AWR Blog

contact Michael Garrity, Executive Director, Alliance for the Wild Rockies, (406) 459-5936

The Ninth Circuit Court of Appeals has granted the Alliance for the Wild Rockies’s request for a temporary injunction stopping the Grizzly Timber Sale in the Kootenai National Forest south of Yaak, MT. The injunction was granted while the Alliance’s appeal of the logging in occupied grizzly bear habitat in the Cabinet-Yaak is pending.

“The U.S. Fish & Wildlife Service says the Cabinet-Yaak grizzly bear is almost certainly going extinct,” said Mike Garrity, Executive Director of the Alliance for the Wild Rockies. “But nobody wants to talk about it, not Senator Tester, not Steve Daines and especially not the collaborators who call for more logging in grizzly bear habitat in the Kootenai National Forest. Reams of studies have found that logging and logging roads pose the most imminent threat to these bears and this logging decision calls for 24 miles of reconstructed haul roads for logging.”

Logging and road building commenced September 18, 2013, stopped for a few days during the government shutdown and were scheduled to continue through the winter. “The target population for recovery of the Cabinet-Yaak grizzly bears is 100 bears,” explained Garrity. “But recent counts estimate only 41 grizzlies, which is less than half what is needed to ensure a genetically-stable population. The Forest Service is blatantly ignoring its own scientific evidence, which is why the Court granted our request for an immediate injuction.”

“Even with the limited number of bears, the Forest Service and the U.S. Fish and Wildlife Service both find that the population is likely declining, failing all recovery targets, and exceeding all mortality limits,” Garrity continued. “With less than half of the number necessary for a viable population, this is like the Alliance pointing out that the emperor has no clothes to federal scientists whose own data confirms the plight of the Cabinet-Yaak grizzlies.”

In 1993, and again in 1998 and 1999, the U.S. Fish and Wildlife Service re-visited its decision to list all of the grizzly bear populations in the lower 48 states as ‘threatened” under the Endangered Species Act. It concluded every time that the Cabinet-Yaak grizzly population had deteriorated to the point of warranting an ‘endangered’ classification because the suggested protective measures have not achieved desired goals for habitat protection and restoration of a stable and healthy population.”

According to the U.S. Fish and Wildlife Service, the Cabinet-Yaak population is “in danger of extinction” due in large part to the cumulative impacts of timber harvest and its associated road construction. “The predictions regarding the bear’s survival have become increasingly bleak,” Garrity said. “Yet the Forest Service continues to exacerbate the situation through more road building and clearcutting in the bears’ last refuge, even as human-caused mortality rates have tripled in the last decade.”

The government admits there were three additional grizzly bear deaths in the Kootenai National Forest in 2012. The federal agencies concede that these deaths only paint a partial picture because the numbers only represent known deaths — and there are likely more deaths occurring that are not reported and thus unknown.

“Not only is the Cabinet-Yaak grizzly population estimate below viable, these bears are also failing to meet all recovery targets,” Garrity continued. “They are failing to meet the targets for the number of females with cubs, the human-caused mortality limit, the female human-caused mortality limit, and the target for distribution of females with young.”

“The Cabinet-Yaak grizzly bear population is on the brink of extinction and the Forest Service manages 90% of the bear’s habitat,” Garrity said. “In order to preserve the possibility that this population may some day stabilize and recover, the Forest Service cannot continue to implement multiple, simultaneous, logging and road-building activities that harass, displace, and facilitate the death of these imperiled bears.”

“As the Recovery Plan states, ‘each new action has the potential of being ‘the last straw’ from the standpoint of the bear,” Garrity concluded. “Given the dire situation for the grizzlies in the Cabinet-Yaak, the Alliance has no choice but to go to court to stop these logging projects or simply allow this distinct population of grizzly bears to go extinct.”

The Grizzly Project Decision which was signed in April 2009, called for 907 acres of commercial logging including 378 acres of clearcuts and 2140 acres of precommercial thinning and burning.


_AIM OF THE TASK_: Look through the entries that follow and return each line that has the string "ethnic".

┌──

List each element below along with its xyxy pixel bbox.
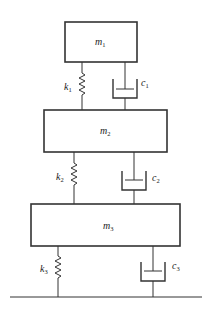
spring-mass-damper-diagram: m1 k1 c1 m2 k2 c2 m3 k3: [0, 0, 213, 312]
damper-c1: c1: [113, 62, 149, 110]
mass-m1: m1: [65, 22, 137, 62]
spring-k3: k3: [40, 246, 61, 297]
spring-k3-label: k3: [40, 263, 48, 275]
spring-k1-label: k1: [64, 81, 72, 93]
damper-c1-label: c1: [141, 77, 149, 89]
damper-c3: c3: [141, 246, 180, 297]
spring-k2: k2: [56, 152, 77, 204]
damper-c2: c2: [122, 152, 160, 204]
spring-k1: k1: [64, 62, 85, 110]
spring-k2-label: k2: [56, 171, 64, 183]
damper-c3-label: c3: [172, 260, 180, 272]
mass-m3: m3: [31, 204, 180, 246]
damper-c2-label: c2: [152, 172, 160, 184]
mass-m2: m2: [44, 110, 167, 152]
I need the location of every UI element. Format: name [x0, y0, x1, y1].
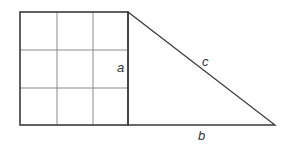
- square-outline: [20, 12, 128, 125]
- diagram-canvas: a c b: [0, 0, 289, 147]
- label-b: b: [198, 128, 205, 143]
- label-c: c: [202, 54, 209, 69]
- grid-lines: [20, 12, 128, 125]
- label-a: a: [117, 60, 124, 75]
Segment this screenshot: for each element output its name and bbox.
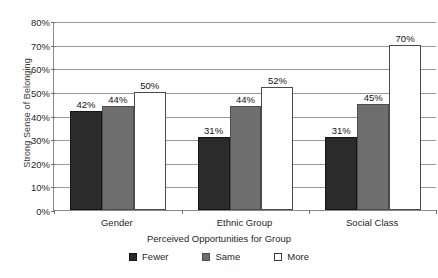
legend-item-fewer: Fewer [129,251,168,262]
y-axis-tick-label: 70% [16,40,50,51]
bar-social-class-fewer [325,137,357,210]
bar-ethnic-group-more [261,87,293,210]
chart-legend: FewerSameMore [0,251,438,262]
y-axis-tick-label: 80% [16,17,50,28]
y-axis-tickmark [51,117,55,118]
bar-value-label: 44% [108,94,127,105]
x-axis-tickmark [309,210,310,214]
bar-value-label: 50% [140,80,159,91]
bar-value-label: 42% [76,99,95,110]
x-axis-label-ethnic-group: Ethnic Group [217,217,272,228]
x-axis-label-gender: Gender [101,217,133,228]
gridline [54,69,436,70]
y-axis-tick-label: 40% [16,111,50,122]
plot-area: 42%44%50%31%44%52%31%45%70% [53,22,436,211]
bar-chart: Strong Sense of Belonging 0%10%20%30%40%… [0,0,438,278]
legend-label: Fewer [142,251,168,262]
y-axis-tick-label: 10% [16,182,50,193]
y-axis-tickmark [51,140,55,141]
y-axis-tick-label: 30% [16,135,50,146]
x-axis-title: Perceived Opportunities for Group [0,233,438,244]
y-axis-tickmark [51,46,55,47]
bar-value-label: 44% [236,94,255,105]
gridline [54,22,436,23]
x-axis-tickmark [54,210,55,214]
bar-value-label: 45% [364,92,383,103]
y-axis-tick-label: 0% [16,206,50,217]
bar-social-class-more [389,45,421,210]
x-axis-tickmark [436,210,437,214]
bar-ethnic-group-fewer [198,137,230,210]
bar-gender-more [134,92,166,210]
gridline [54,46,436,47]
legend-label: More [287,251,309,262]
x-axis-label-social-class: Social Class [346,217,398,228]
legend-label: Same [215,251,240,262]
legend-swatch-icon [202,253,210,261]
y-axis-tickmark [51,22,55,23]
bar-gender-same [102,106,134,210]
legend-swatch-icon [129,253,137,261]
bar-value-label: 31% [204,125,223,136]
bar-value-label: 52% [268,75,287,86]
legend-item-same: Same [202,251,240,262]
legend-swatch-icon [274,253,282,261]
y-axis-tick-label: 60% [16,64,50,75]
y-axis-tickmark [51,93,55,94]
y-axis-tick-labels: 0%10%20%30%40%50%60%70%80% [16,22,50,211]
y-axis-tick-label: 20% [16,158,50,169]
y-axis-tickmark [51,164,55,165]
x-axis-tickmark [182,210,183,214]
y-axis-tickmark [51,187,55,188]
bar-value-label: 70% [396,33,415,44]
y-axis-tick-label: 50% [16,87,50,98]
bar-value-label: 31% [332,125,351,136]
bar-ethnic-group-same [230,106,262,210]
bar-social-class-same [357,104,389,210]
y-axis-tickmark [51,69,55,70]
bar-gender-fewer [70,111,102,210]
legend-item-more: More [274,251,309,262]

└──

_RESPONSE_:
bar-ethnic-group-more [261,87,293,210]
x-axis-label-ethnic-group: Ethnic Group [217,217,272,228]
bar-ethnic-group-fewer [198,137,230,210]
bar-ethnic-group-same [230,106,262,210]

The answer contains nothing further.